Richard Reeves is right about one thing: time is crucial to capitalism’s legitimacy. The premise and promise of capitalism are that the future will be better than the present. And “if capitalism loses its lease on the future, it is in trouble.”
The fact is, things are not getting better for the vast majority of American workers. They’re falling behind. For example, as is clear in the chart above, the labor share in the U.S. nonfarm business sector has fallen more than 13 percent since early 2001—and there’s no indication that trend will be reversed anytime in the foreseeable future.
Time is clearly running out on capitalism.
It’s not as though Americans are unaware of this and other related trends, such as the looming climate crisis.*
Back in 2014, most Americans (62 percent) said the economic system in the United States unfairly favored powerful interests; only about a third (34 percent) said it is generally fair to most Americans. According to the Pew Research Center, those percentages are almost the same today.**
Moreover, the public continues to say that “business corporations make too much profit.” Today, 56 percent of the public says corporations make too much profit; only 39 percent say “most corporation make a fair and reasonable amount of profit.” These views have held largely steady since 1994.
Americans hold similar views about the fairness of the Trump tax cuts (49 percent disapprove versus 36 percent who expressed approval) and the federal tax system (around 60 percent feel that some corporations and some wealthy people don’t pay their fair share).
Clearly, capitalism has lost a great deal of whatever legitimacy it once enjoyed in the minds of Americans.
Time may be running out for capitalism but time is still on our side. Because the same future orientation—the fact that “once the capitalism engine revved up, the future entered our collective imagination”—also includes the possibility that things can in fact be better in the future, even if making things better requires fundamental changes in the way the economy is organized.***
It is that relationship to time created by capitalism, according to which “each generation will rise on the shoulders of the one before,” that both leads to resentment about the unfulfilled promises of the existing economy and sparks the imagination of a radically different way of organizing economic and social life in the future.
*Reeves makes what can only be considered a risible argument on this score: “Blaming capitalism for climate change is like blaming distilleries for drunk driving.” The fact is, global warming is the result of the Capitalocene, in which the activities of corporations have made enormous profits both producing and using fossil fuels—and they haven’t been made to pay for the environmental costs, which they’ve managed to shift to the rest of society.
**The only notable change in the last five years is the fact that Republicans’ and Democrats’ attitudes about the fairness of the economic system have moved in opposite directions: in 2014, there was a 20 percentage-point gap between the shares of Republicans (51 percent) and Democrats (71 percent) who said the economy unfairly favors powerful interests; that gap is now 41 points (40 percent of Republicans versus 81 percent of Democrats). While about eight-in-ten Democrats and Democratic leaners say the economic system is unfair, a majority of Republicans and Republican leaners (56 percent) now say the economic system is generally fair to most Americans.
***The problem of time has long eluded mainstream, especially neoclassical, economists. For example, the only way they can envision a general equilibrium of markets is to suspend time, forbidding all trades unless and until there’s a price vector (announced by the mythical “auctioneer”) that brings all (actually, n-1) markets into equilibrium. Once time is introduced and trades take place without supply-demand equilibrium, all bets are off. Then, it’s likely the economy will not be in equilibrium, and may even move further away from equilibrium over time.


* Work task: Starting at the line that contains "Object detection: find person.", quote every line through the end of the entries, word for word, skipping the pictures.

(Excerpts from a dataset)
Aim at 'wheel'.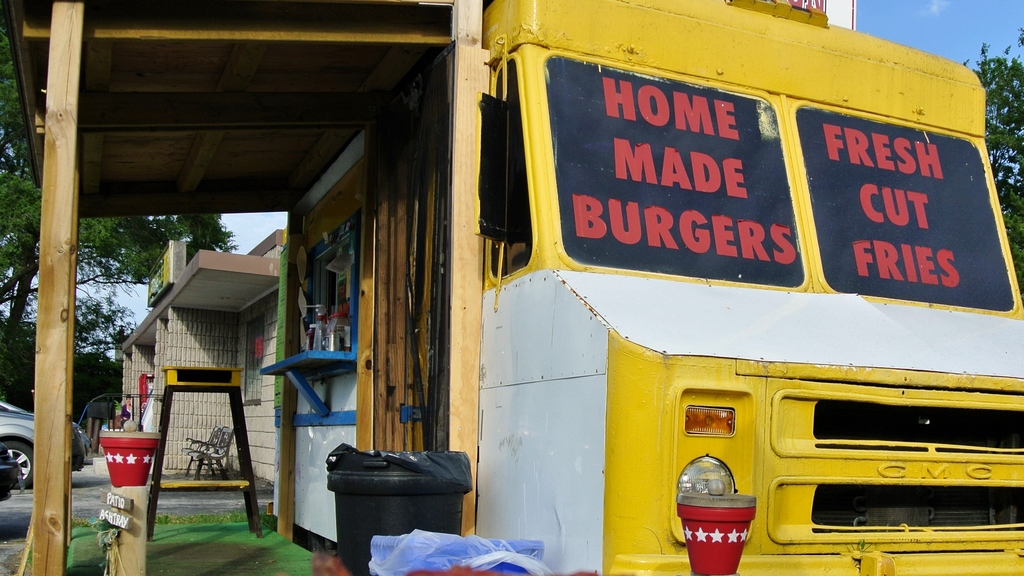
Aimed at (2,435,31,488).
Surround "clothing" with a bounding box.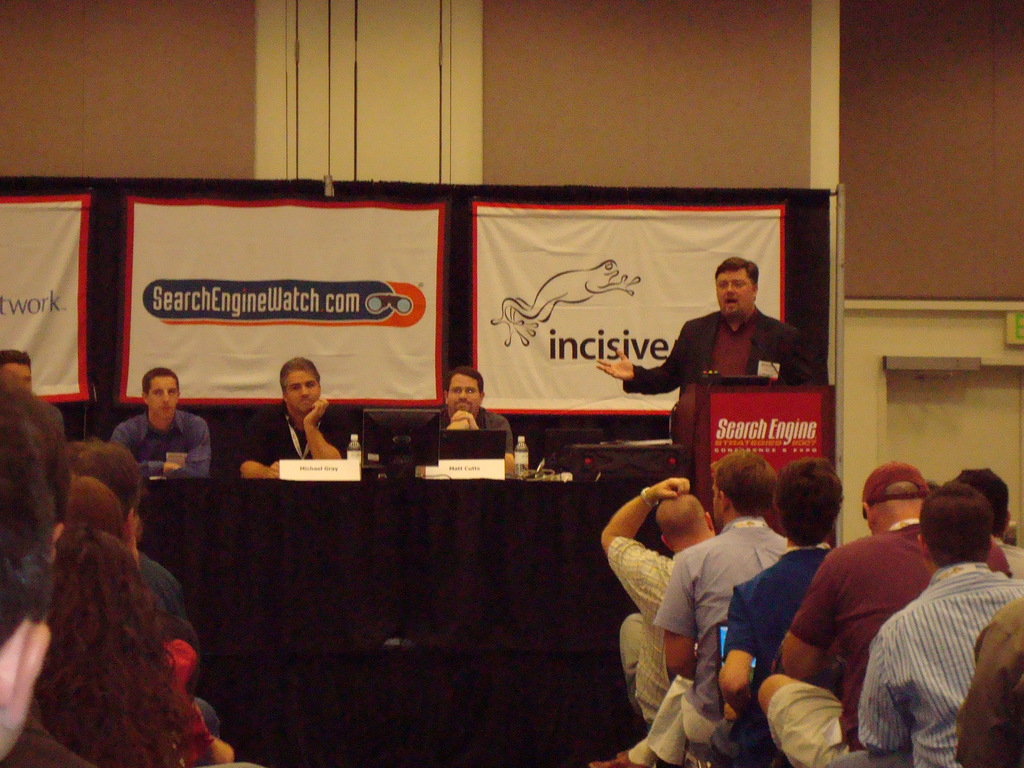
detection(163, 639, 188, 684).
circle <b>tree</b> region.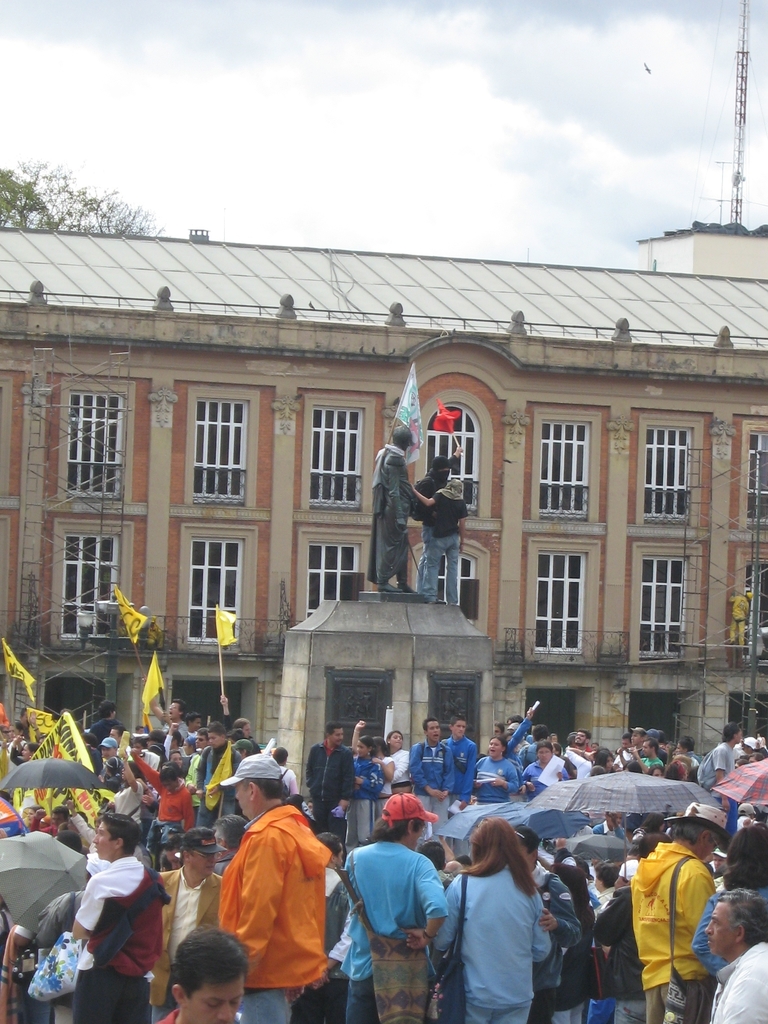
Region: left=668, top=444, right=767, bottom=758.
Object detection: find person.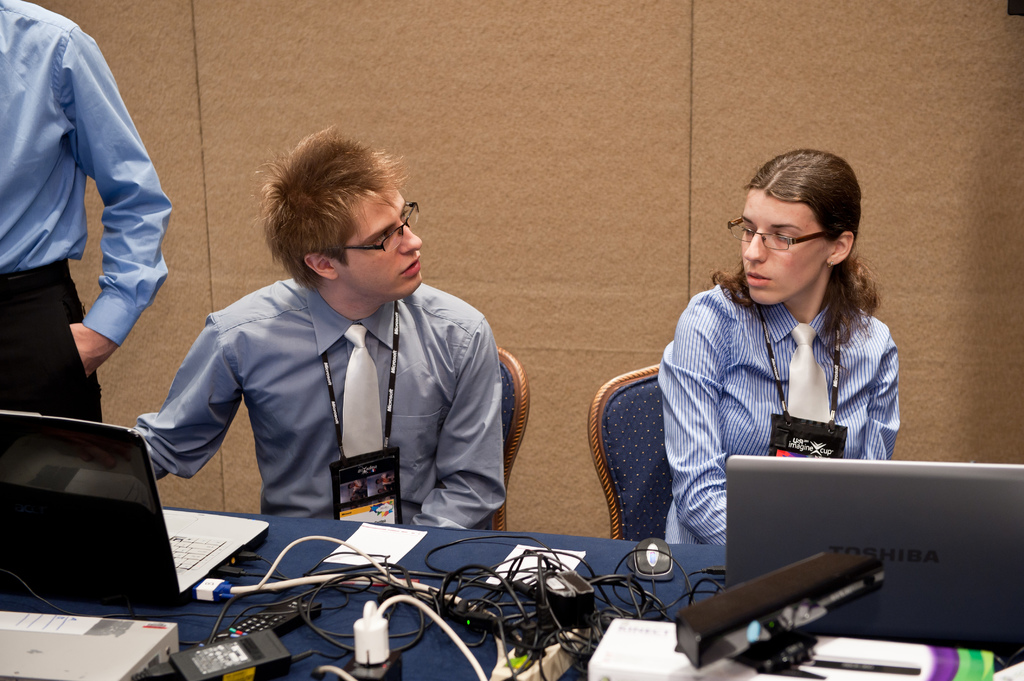
{"x1": 648, "y1": 151, "x2": 903, "y2": 551}.
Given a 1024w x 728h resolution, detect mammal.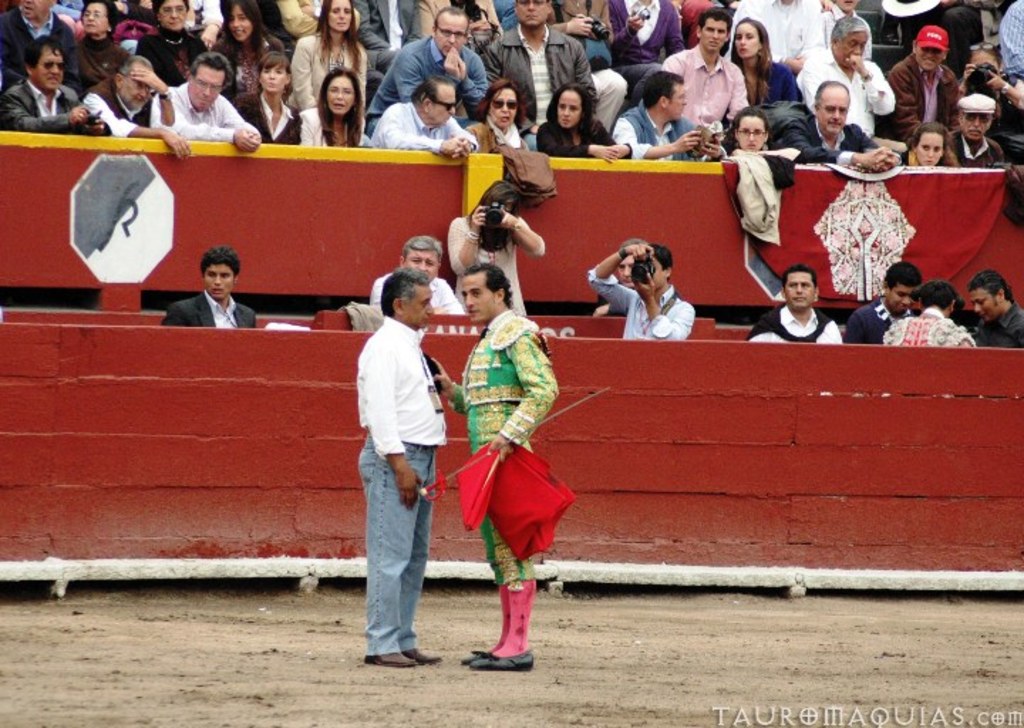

* Final answer:
Object detection: find person.
{"x1": 648, "y1": 151, "x2": 903, "y2": 551}.
Given a 1024w x 728h resolution, detect mammal.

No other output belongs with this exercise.